In a Wisconsin town, voters fear an attack on America – Chicago Tribune
In a picturesque corner of western Wisconsin, a growing right-wing conservative movement has gained prominence.
They see America as a whole as a dark, dangerous place where democracy is under attack from a tyrannical government, few officials can be trusted, and neighbors will someday have to band together to protect each other. This is a country where basic beliefs – faith, family, freedom – are under threat.
John Kraft looks beyond his quiet rural community and sees a country many Americans don’t recognize.
And it’s not just about politics.
“It’s no longer left versus right, Democrats versus Republicans,” says Craft, a software architect and data analyst. “It’s just good versus evil.”
He knows what he sounds like. He felt the contempt of people who see him as a fanatic, a supporter of conspiracy theories.
But he is a hero of the right-wing conservative movement that has risen to prominence in this part of western Wisconsin.
Just a couple of years ago, their talk of Marxism, government repression, and secret plans to destroy family values would have put them on the far fringes of the Republican Party.
But not anymore. Today, despite the failed midterm elections, they remain a cornerstone of the conservative electoral base. Across the country, candidates who believe in QAnon and candidates who believe that the separation of church and state is wrong have won. In Wisconsin, a conspiracy theorist and pseudoscience US senator has been re-elected, defeating his opponent in St. Croix County.
Take Mark Karlsson. He is an affable man who radiates gentleness, loves to cook, rarely leaves the house without a gun, and believes that despotism is hanging over America.
“There is a plan to bring us from the inside to socialism, Marxism, a communist type of government,” says Carlson, the St. Croix County warden who recently retired after 20 years at the juvenile detention center.
He was hired earlier this year as insurgent right-wing conservatives built a powerful local voting bloc fueled by fury over the COVID lockdown, vaccination mandates and unrest that rocked the country after George Floyd was killed by a Minneapolis police officer who was only 45 years old. minutes.
In two years, they have taken control of the county’s Republican Party, ousting leaders they deride as weak establishment pawns, and helped put more than a dozen people into elected office on county and city governments and school boards.
In America, the US government has orchestrated COVID fears to consolidate its power, the IRS is buying up massive stockpiles of ammunition, and former President Barack Obama may be the most powerful man in the country.
Polls today show that more than 60% of Republicans in the US do not believe that President Joe Biden has been elected in 2020. About a third refuse to get the COVID vaccine.
Carlson, a bearded, gun-toting, middle-aged white guy who voted for former President Donald Trump, knows he looks like a caricature to some. But he is not.
“I’m just a normal person,” he says, sitting on a couch next to a window overlooking the large garden he and his wife tend. “They don’t understand that we want good.”
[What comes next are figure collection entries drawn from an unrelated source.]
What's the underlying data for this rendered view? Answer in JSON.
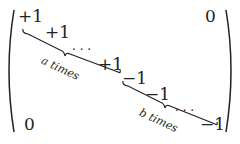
{
  "matrix": {
    "plus": "+1",
    "minus": "−1",
    "zero": "0",
    "dots": ". . .",
    "label_a": "a times",
    "label_b": "b times"
  }
}
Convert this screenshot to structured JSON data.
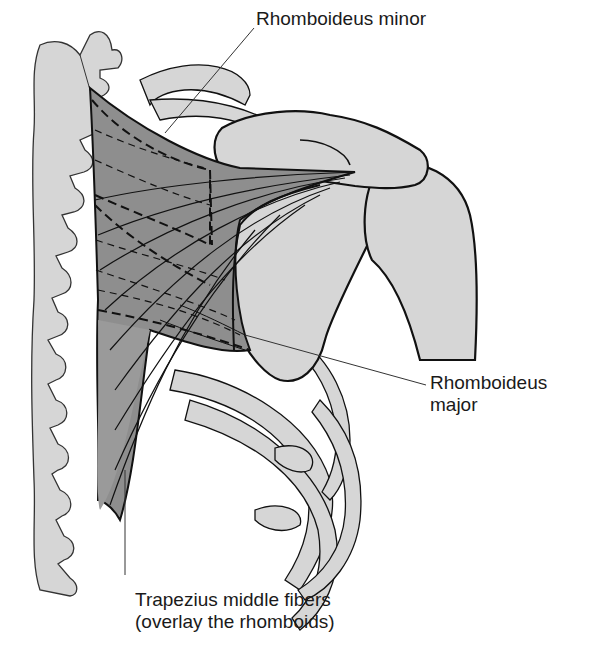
{
  "figure": {
    "colors": {
      "bone": "#d6d6d6",
      "muscle": "#8e8e8e",
      "outline": "#111111",
      "leader_line": "#333333",
      "background": "#ffffff"
    }
  },
  "labels": {
    "rhomboideus_minor": {
      "line1": "Rhomboideus minor"
    },
    "rhomboideus_major": {
      "line1": "Rhomboideus",
      "line2": "major"
    },
    "trapezius": {
      "line1": "Trapezius middle fibers",
      "line2": "(overlay the rhomboids)"
    }
  }
}
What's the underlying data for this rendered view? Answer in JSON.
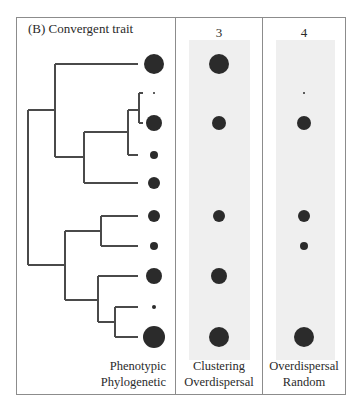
{
  "figure": {
    "panel_label": "(B)  Convergent trait",
    "columns": [
      {
        "id": "phylogeny",
        "label_line1": "Phenotypic",
        "label_line2": "Phylogenetic"
      },
      {
        "id": "3",
        "header": "3",
        "label_line1": "Clustering",
        "label_line2": "Overdispersal"
      },
      {
        "id": "4",
        "header": "4",
        "label_line1": "Overdispersal",
        "label_line2": "Random"
      }
    ],
    "colors": {
      "branch": "#4a4a4a",
      "dot": "#2b2b2b",
      "frame": "#8c8c8c",
      "shade": "#efefef"
    },
    "tips": [
      {
        "index": 1,
        "y": 64,
        "trait_r": 10,
        "col3_r": 10,
        "col4_r": 0
      },
      {
        "index": 2,
        "y": 93,
        "trait_r": 1,
        "col3_r": 0,
        "col4_r": 1
      },
      {
        "index": 3,
        "y": 123,
        "trait_r": 8,
        "col3_r": 7,
        "col4_r": 7
      },
      {
        "index": 4,
        "y": 155,
        "trait_r": 4,
        "col3_r": 0,
        "col4_r": 0
      },
      {
        "index": 5,
        "y": 183,
        "trait_r": 6,
        "col3_r": 0,
        "col4_r": 0
      },
      {
        "index": 6,
        "y": 216,
        "trait_r": 6,
        "col3_r": 6,
        "col4_r": 6
      },
      {
        "index": 7,
        "y": 246,
        "trait_r": 4,
        "col3_r": 0,
        "col4_r": 4
      },
      {
        "index": 8,
        "y": 276,
        "trait_r": 8,
        "col3_r": 8,
        "col4_r": 0
      },
      {
        "index": 9,
        "y": 307,
        "trait_r": 2,
        "col3_r": 0,
        "col4_r": 0
      },
      {
        "index": 10,
        "y": 337,
        "trait_r": 11,
        "col3_r": 10,
        "col4_r": 10
      }
    ]
  }
}
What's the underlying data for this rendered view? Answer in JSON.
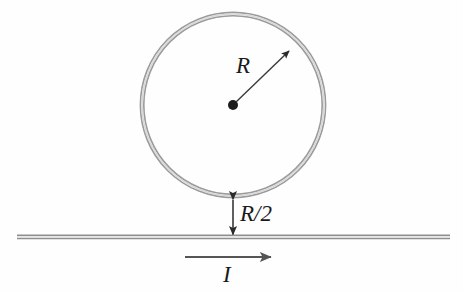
{
  "figure": {
    "background_color": "#fefefe",
    "stroke_color": "#8a8a8a",
    "dark_stroke_color": "#3a3a3a",
    "text_color": "#1a1a1a"
  },
  "labels": {
    "radius": "R",
    "separation": "R/2",
    "current": "I"
  },
  "geometry": {
    "loop": {
      "center_x": 233,
      "center_y": 105,
      "radius": 91,
      "stroke_width": 2,
      "style": "double-line ring"
    },
    "center_dot": {
      "x": 233,
      "y": 105,
      "radius": 5
    },
    "radius_arrow": {
      "from_x": 233,
      "from_y": 105,
      "to_x": 290,
      "to_y": 50
    },
    "gap_arrow": {
      "x": 233,
      "top_y": 199,
      "bottom_y": 236,
      "double_headed": true
    },
    "wire": {
      "start_x": 17,
      "end_x": 450,
      "y": 237,
      "style": "double-line"
    },
    "current_arrow": {
      "from_x": 185,
      "from_y": 257,
      "to_x": 272,
      "to_y": 257,
      "direction": "right"
    }
  }
}
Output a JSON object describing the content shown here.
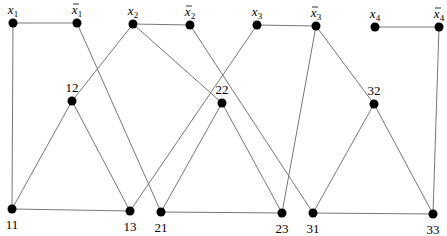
{
  "diagram": {
    "type": "graph",
    "nodes": [
      {
        "id": "x1",
        "label": "x",
        "sub": "1",
        "bar": false,
        "x": 13,
        "y": 23
      },
      {
        "id": "nx1",
        "label": "x",
        "sub": "1",
        "bar": true,
        "x": 77,
        "y": 23
      },
      {
        "id": "x2",
        "label": "x",
        "sub": "2",
        "bar": false,
        "x": 133,
        "y": 24
      },
      {
        "id": "nx2",
        "label": "x",
        "sub": "2",
        "bar": true,
        "x": 190,
        "y": 25
      },
      {
        "id": "x3",
        "label": "x",
        "sub": "3",
        "bar": false,
        "x": 257,
        "y": 25
      },
      {
        "id": "nx3",
        "label": "x",
        "sub": "3",
        "bar": true,
        "x": 316,
        "y": 26
      },
      {
        "id": "x4",
        "label": "x",
        "sub": "4",
        "bar": false,
        "x": 375,
        "y": 27
      },
      {
        "id": "nx4",
        "label": "x",
        "sub": "4",
        "bar": true,
        "x": 439,
        "y": 27
      },
      {
        "id": "12",
        "label": "12",
        "x": 72,
        "y": 101
      },
      {
        "id": "22",
        "label": "22",
        "x": 222,
        "y": 103
      },
      {
        "id": "32",
        "label": "32",
        "x": 374,
        "y": 104
      },
      {
        "id": "11",
        "label": "11",
        "x": 12,
        "y": 209
      },
      {
        "id": "13",
        "label": "13",
        "x": 130,
        "y": 211
      },
      {
        "id": "21",
        "label": "21",
        "x": 161,
        "y": 212
      },
      {
        "id": "23",
        "label": "23",
        "x": 282,
        "y": 213
      },
      {
        "id": "31",
        "label": "31",
        "x": 313,
        "y": 213
      },
      {
        "id": "33",
        "label": "33",
        "x": 433,
        "y": 214
      }
    ],
    "edges": [
      [
        "x1",
        "nx1"
      ],
      [
        "x1",
        "11"
      ],
      [
        "nx1",
        "21"
      ],
      [
        "x2",
        "nx2"
      ],
      [
        "x2",
        "12"
      ],
      [
        "x2",
        "22"
      ],
      [
        "nx2",
        "31"
      ],
      [
        "x3",
        "nx3"
      ],
      [
        "x3",
        "13"
      ],
      [
        "nx3",
        "23"
      ],
      [
        "nx3",
        "32"
      ],
      [
        "x4",
        "nx4"
      ],
      [
        "nx4",
        "33"
      ],
      [
        "12",
        "11"
      ],
      [
        "12",
        "13"
      ],
      [
        "11",
        "13"
      ],
      [
        "22",
        "21"
      ],
      [
        "22",
        "23"
      ],
      [
        "21",
        "23"
      ],
      [
        "32",
        "31"
      ],
      [
        "32",
        "33"
      ],
      [
        "31",
        "33"
      ]
    ]
  }
}
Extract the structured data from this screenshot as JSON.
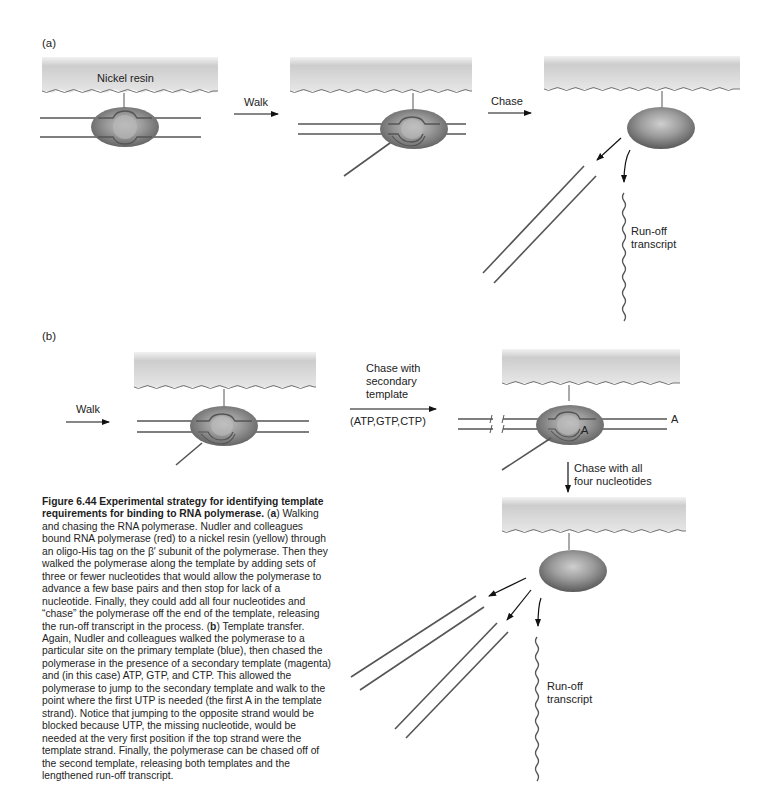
{
  "figure": {
    "panel_a": {
      "label": "(a)",
      "resin_label": "Nickel resin",
      "step1_arrow": "Walk",
      "step2_arrow": "Chase",
      "transcript_label_line1": "Run-off",
      "transcript_label_line2": "transcript"
    },
    "panel_b": {
      "label": "(b)",
      "step1_arrow": "Walk",
      "step2_line1": "Chase with",
      "step2_line2": "secondary",
      "step2_line3": "template",
      "step2_nucleotides": "(ATP,GTP,CTP)",
      "template_end_marker": "A",
      "template_inner_marker": "A",
      "step3_line1": "Chase with all",
      "step3_line2": "four nucleotides",
      "transcript_label_line1": "Run-off",
      "transcript_label_line2": "transcript"
    },
    "colors": {
      "resin_top": "#c9c9c9",
      "resin_bottom": "#ededed",
      "polymerase_outer": "#6e6e6e",
      "polymerase_inner": "#bdbdbd",
      "strand": "#555555"
    }
  },
  "caption": {
    "title": "Figure 6.44    Experimental strategy for identifying template requirements for binding to RNA polymerase.",
    "part_a_marker": "a",
    "part_a_text": " Walking and chasing the RNA polymerase. Nudler and colleagues bound RNA polymerase (red) to a nickel resin (yellow) through an oligo-His tag on the β′ subunit of the polymerase. Then they walked the polymerase along the template by adding sets of three or fewer nucleotides that would allow the polymerase to advance a few base pairs and then stop for lack of a nucleotide. Finally, they could add all four nucleotides and “chase” the polymerase off the end of the template, releasing the run-off transcript in the process. ",
    "part_b_marker": "b",
    "part_b_text": " Template transfer. Again, Nudler and colleagues walked the polymerase to a particular site on the primary template (blue), then chased the polymerase in the presence of a secondary template (magenta) and (in this case) ATP, GTP, and CTP. This allowed the polymerase to jump to the secondary template and walk to the point where the first UTP is needed (the first A in the template strand). Notice that jumping to the opposite strand would be blocked because UTP, the missing nucleotide, would be needed at the very first position if the top strand were the template strand. Finally, the polymerase can be chased off of the second template, releasing both templates and the lengthened run-off transcript."
  }
}
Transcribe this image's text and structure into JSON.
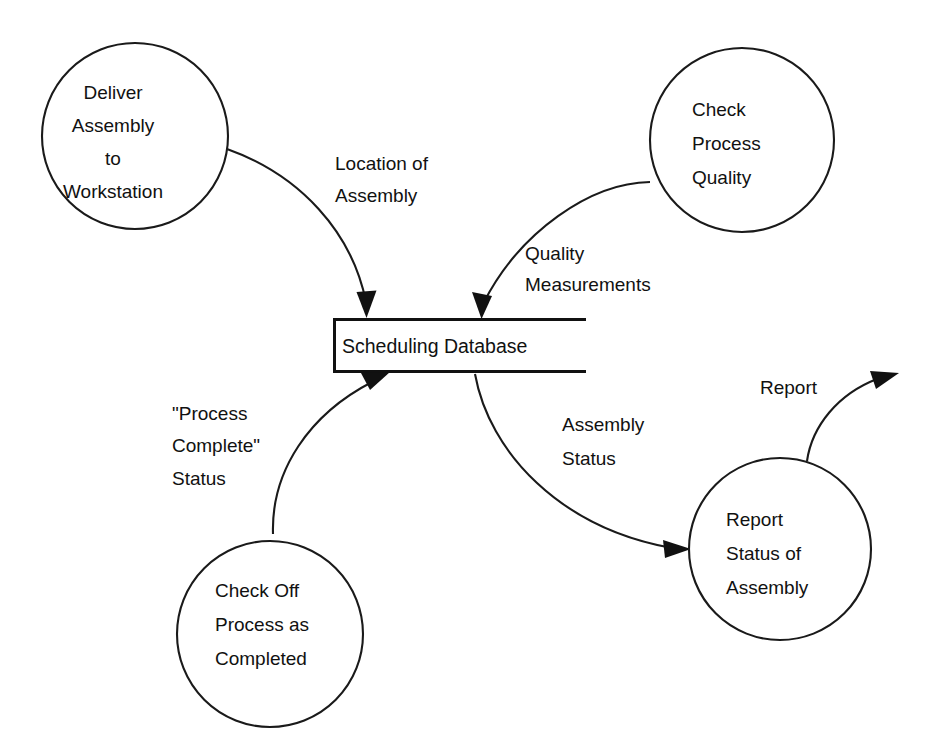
{
  "diagram": {
    "type": "data-flow-diagram",
    "notation": "Yourdon / DeMarco",
    "background_color": "#ffffff",
    "line_color": "#111111",
    "width": 929,
    "height": 755
  },
  "processes": [
    {
      "id": "deliver-assembly",
      "name": "Deliver Assembly to Workstation",
      "lines": [
        "Deliver",
        "Assembly",
        "to",
        "Workstation"
      ],
      "cx": 135,
      "cy": 136,
      "r": 93,
      "text_align": "middle"
    },
    {
      "id": "check-process-quality",
      "name": "Check Process Quality",
      "lines": [
        "Check",
        "Process",
        "Quality"
      ],
      "cx": 742,
      "cy": 140,
      "r": 92,
      "text_align": "start"
    },
    {
      "id": "check-off-process",
      "name": "Check Off Process as Completed",
      "lines": [
        "Check Off",
        "Process as",
        "Completed"
      ],
      "cx": 270,
      "cy": 634,
      "r": 93,
      "text_align": "start"
    },
    {
      "id": "report-status",
      "name": "Report Status of Assembly",
      "lines": [
        "Report",
        "Status of",
        "Assembly"
      ],
      "cx": 780,
      "cy": 549,
      "r": 91,
      "text_align": "start"
    }
  ],
  "data_stores": [
    {
      "id": "scheduling-database",
      "label": "Scheduling Database",
      "x": 333,
      "y": 318,
      "width": 252,
      "height": 55
    }
  ],
  "flows": [
    {
      "id": "location-of-assembly",
      "label": "Location of Assembly",
      "lines": [
        "Location of",
        "Assembly"
      ],
      "from": "deliver-assembly",
      "to": "scheduling-database",
      "label_x": 335,
      "label_y_first": 170,
      "label_align": "start"
    },
    {
      "id": "quality-measurements",
      "label": "Quality Measurements",
      "lines": [
        "Quality",
        "Measurements"
      ],
      "from": "check-process-quality",
      "to": "scheduling-database",
      "label_x": 525,
      "label_y_first": 260,
      "label_align": "start"
    },
    {
      "id": "process-complete-status",
      "label": "\"Process Complete\" Status",
      "lines": [
        "\"Process",
        "Complete\"",
        "Status"
      ],
      "from": "check-off-process",
      "to": "scheduling-database",
      "label_x": 172,
      "label_y_first": 420,
      "label_align": "start"
    },
    {
      "id": "assembly-status",
      "label": "Assembly Status",
      "lines": [
        "Assembly",
        "Status"
      ],
      "from": "scheduling-database",
      "to": "report-status",
      "label_x": 562,
      "label_y_first": 431,
      "label_align": "start"
    },
    {
      "id": "report",
      "label": "Report",
      "lines": [
        "Report"
      ],
      "from": "report-status",
      "to": "external-sink",
      "label_x": 760,
      "label_y_first": 394,
      "label_align": "start"
    }
  ]
}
It can be confusing. He calls peaceful black protesters “righteous” for taking to the streets after Floyd’s murder. He makes organic yogurt. He drives a Tesla. He is a conservative Christian who loves AC/DC. In a region where Islam is sometimes treated with open hostility, he says he would support the small Muslim community if they wanted to open a mosque there.
Sometimes you will hear people here talking about what they intend to do if things go very badly in America.
There are solar panels in case the electrical grid fails. There is extra petrol for cars and diesel for generators. There are shelves with non-perishable products that sometimes last for several months.
There are weapons, but this is almost never discussed with outsiders.
“I’ve had enough,” says one man, sitting in a Hudson cafe.
“I’d rather not talk to a reporter,” Kraft says.
Opinions about the violence worry people like Paul Hambleton, who lives in Hudson and works with the county’s Democratic Party.
“There’s something really wrong here,” Hambleton says.
He taught for many years in the St. Croix County town, which has grown from 43,000 in 1980 to 95,000 today. He watched how the student body shifted. The children of farmers have given way to the children of people who commute to the Twin Cities. Racial minorities have become small, but are growing.
He understands why change can make some people nervous.
“There’s a rural way of life that people feel is threatened here, a small-town way of life,” he says.
But he’s also a hunter who saw how hard it was to buy ammunition after the 2020 protests, when gun sales skyrocketed across America.
For almost two years, the shelves were almost bare.
“I found it threatening,” Hambleton says. “Because there’s no way deer hunters buy that much ammo.”